I remember when I first started my training as a junior doctor in Northampton. On my first day I remember walking into the hospital and how much it felt like being an imposter with a stethoscope. I knew it would be intense, and I knew it would be stressful, but ultimately I wanted more than anything to do my best for the patients in my care.
What I found more often during my medical career however, was the most notable challenge our staff faced, was overcoming the shortage of staff and resources required to provide the care we wanted to deliver. In particular, working in undersubscribed specialties like acute medicine or paediatrics, myself and peers find ourselves staying longer than anticipated, unable to book leave or provide the care we would want due to how few of us were on a rota.
New figures released by the British Medical Association show that this is now the rule, not the exception. The new research shows that nearly three quarters of all medical specialties had unfilled training posts in 2016, with dozens facing recruitment shortfalls year on year.
Recruitment is one part of the picture, but even more worrying is that at every stage of a doctors training, we are seeing more and people dropping off. The number of applications to UK medical schools has decreased, people are choosing not to go into the foundation programme, and more doctors are choosing to take career breaks. We have to ask why some, who have spent many years training to become a doctor, are deciding not to continue in the profession.
There are a number of reasons for this continuing decline. Although medicine remains competitive, rising tuition fees and higher student debt could be a major factor in the decline in applications. Doctors' student debts can exceed £80,000 and most are unlikely to repay their student loans back in full.
Rising workloads, worsening morale, the NHS pay cap which has seen doctors' pay fall by up to 17 per cent in recent years, and concerns around work life balance are also likely factors contributing to doctors taking time out from training or leaving the NHS altogether. Concerns raised last year by junior doctors around patient safety, workload and morale were repeatedly ignored by the government. The result is an NHS that is now at breaking point with staff working harder than ever under increasingly difficult circumstances.
There are a number of things that can be done to help this situation. Greater career flexibility, including greater access to part time working, parental leave, more flexibility around shift patterns and better rostering practices will help boost morale and stop those who have spent a great deal of time training from leaving.
Better workforce planning and tackling rota gaps is also so important. A recent BMA survey found that two thirds of doctors reported rota gaps in the department in which they work, with trainees put under pressure to accept extra shifts and cover additional wards as a result of rota gaps. The NHS needs to be able to deliver care in different locations as required, without leaving parts of the health service inappropriately or under staffed.
We also need protect the NHS' ability to recruit valuable staff we recruit from EEA countries. The UK needs a flexible immigration system post-Brexit so that it can recruit and retain enough doctors. EU nationals make up nearly seven per cent of the UK medical workforce, any drop in numbers will only make things worse.
Ignoring this staffing crisis creates to a vicious circle, compound existing problems, adding to pressure on existing staff making them more likely to leave. On almost every front, the NHS is being asked to deliver more, with less. Less money, fewer staff, more patients. You don't need to be a genius to work out this isn't sustainable and that something has got to give.
Short-term solutions to increasing demand, like using more agency staff or outsourcing work to the private sector, will plug holes in the service, but will ultimately lead to bigger financial problems in the future. We need urgent investment in health and social care, and a long-term plan to protect patients enduring some of the worst conditions in decades. Having fewer doctors progressing through training, at a time when demand on NHS services is growing, will be bad for not only doctors, but our patients too.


TASK TO CARRY OUT: Which lines of the records below contain the word "Other"? Show each one.

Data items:
_ _ _
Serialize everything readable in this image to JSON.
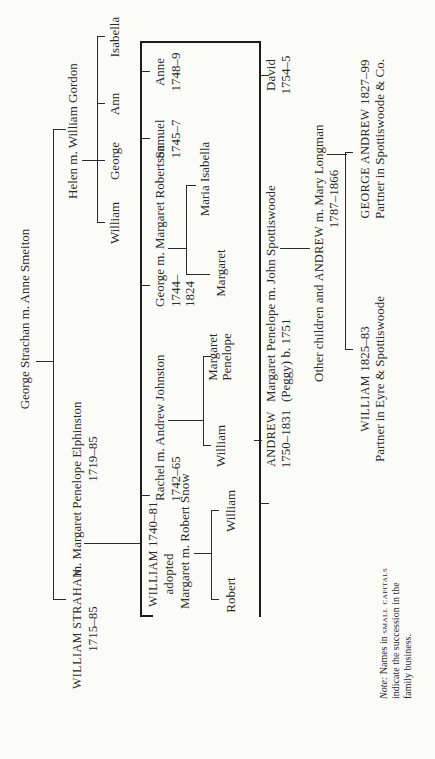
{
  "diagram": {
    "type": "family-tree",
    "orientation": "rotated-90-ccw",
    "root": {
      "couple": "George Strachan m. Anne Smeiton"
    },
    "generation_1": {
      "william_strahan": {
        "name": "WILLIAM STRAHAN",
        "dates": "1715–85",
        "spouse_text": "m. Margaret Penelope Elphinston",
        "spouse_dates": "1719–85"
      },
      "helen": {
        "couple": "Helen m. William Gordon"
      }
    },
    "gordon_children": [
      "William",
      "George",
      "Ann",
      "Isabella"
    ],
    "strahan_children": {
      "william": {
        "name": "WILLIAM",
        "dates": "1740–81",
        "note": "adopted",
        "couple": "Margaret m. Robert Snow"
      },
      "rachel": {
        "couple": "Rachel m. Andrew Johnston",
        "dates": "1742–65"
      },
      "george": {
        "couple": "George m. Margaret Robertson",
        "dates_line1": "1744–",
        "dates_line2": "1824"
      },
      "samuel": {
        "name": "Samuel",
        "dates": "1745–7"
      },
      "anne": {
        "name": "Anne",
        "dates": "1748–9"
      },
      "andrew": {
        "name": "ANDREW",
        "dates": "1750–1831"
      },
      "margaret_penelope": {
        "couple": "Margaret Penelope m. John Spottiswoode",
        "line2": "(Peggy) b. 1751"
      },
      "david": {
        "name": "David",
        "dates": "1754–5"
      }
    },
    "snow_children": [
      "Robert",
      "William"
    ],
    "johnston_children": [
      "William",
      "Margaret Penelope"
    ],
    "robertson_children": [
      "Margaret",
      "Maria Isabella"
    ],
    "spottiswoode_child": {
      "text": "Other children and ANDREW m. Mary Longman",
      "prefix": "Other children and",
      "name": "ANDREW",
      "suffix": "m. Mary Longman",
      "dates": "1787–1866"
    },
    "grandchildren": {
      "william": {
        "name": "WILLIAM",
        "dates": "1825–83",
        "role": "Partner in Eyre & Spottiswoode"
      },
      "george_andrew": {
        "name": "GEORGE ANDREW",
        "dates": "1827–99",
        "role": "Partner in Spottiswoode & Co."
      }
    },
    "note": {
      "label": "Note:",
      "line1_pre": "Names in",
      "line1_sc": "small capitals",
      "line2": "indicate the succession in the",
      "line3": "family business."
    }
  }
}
_ _ _
FINAL ANSWER:
      "text": "Other children and ANDREW m. Mary Longman",
      "prefix": "Other children and",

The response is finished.